Don’t Force the Action

Consider contingencies that can preserve your plot. Treat your adventure as a story with an unwritten ending, and be willing to let your players write it. If you have over-planned, you must fight the desire to lead your players around by the nose.

This doesn’t mean that high-level characters are the deciding force on your campaign world for every event, but they probably have the power to shape events around them. A high-level nemesis can aid in pushing the PCs in the direction you want them to go, but it’s doubtful the villain is so ingenious that he never gets foiled. After all, if the heroes of the land cannot successfully oppose the villain, who can?

A common justification for forcing the action is designing plots that turn on single events, such as the actions of a single villain: “But if the Count doesn’t get away, he won’t be around to set fire to the bridge in the final encounter.”

High-level player characters have a way of upsetting well-laid plans, so build plots that can stand up to PC tinkering. If something doesn’t go the way you planned, have a backup plan. In most cases, the player characters should find it easier to complete the adventure if they cause a break in the plot, but not always.

For example, suppose a particular NPC is supposed to escape the PCs’ clutches and then travel to a distant city where the villain is highly respected. When the player characters arrive at the city, they are framed for a crime and earn the local ruler’s wrath.

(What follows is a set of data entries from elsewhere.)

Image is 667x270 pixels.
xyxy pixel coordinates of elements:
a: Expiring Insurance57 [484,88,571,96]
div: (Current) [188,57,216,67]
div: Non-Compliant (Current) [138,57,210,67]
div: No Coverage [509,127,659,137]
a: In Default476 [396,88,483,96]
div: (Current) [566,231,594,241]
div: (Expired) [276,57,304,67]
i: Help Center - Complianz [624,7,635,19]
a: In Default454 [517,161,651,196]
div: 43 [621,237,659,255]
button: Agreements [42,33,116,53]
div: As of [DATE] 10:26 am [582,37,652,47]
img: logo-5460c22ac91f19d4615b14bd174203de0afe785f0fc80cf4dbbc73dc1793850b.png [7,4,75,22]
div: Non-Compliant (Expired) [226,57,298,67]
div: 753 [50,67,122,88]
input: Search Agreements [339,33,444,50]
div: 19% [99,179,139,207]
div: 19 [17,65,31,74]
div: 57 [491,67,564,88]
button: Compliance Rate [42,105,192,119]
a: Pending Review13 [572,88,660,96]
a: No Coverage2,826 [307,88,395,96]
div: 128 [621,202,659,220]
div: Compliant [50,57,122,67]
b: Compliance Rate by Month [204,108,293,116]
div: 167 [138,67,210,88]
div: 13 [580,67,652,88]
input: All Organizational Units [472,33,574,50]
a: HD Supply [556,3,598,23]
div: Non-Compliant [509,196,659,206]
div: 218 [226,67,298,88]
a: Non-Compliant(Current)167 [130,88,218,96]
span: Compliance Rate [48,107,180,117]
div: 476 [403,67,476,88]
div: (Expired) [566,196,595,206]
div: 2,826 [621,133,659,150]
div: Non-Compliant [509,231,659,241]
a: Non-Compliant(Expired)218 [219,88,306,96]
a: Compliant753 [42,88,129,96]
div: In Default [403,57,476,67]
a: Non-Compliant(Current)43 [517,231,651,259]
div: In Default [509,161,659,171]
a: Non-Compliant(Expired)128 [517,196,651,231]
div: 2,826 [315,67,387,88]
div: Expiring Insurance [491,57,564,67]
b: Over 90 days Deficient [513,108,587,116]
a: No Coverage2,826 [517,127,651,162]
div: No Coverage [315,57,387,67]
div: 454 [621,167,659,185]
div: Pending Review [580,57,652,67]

The plans begin to unravel when the player characters capture the villain with a rope of entanglement, an item the DM forgot the party had. Rather than concocting some feeble reason why the villain escapes, a thoughtful DM puts a backup plan into effect.

When the player characters interrogate their prisoner, the villain lies—of course—about what is really going. The player characters easily discover the lie, but they also uncover the villain’s travel plans. The heroes might travel to the city, hoping to discover what the blackguard was up to. The villain’s agents might frame the player characters anyway, but the heroes, having sifted a few essential facts from the villain’s lies, are slightly better off than they otherwise would have been.

The DM might put a similar backup plan into play if the player characters slay the villain. Perhaps the villain’s agents convince their ruler that the heroes are bandits, spies, or assassins. When the PCs arrive, they become embroiled in a diplomatic crisis.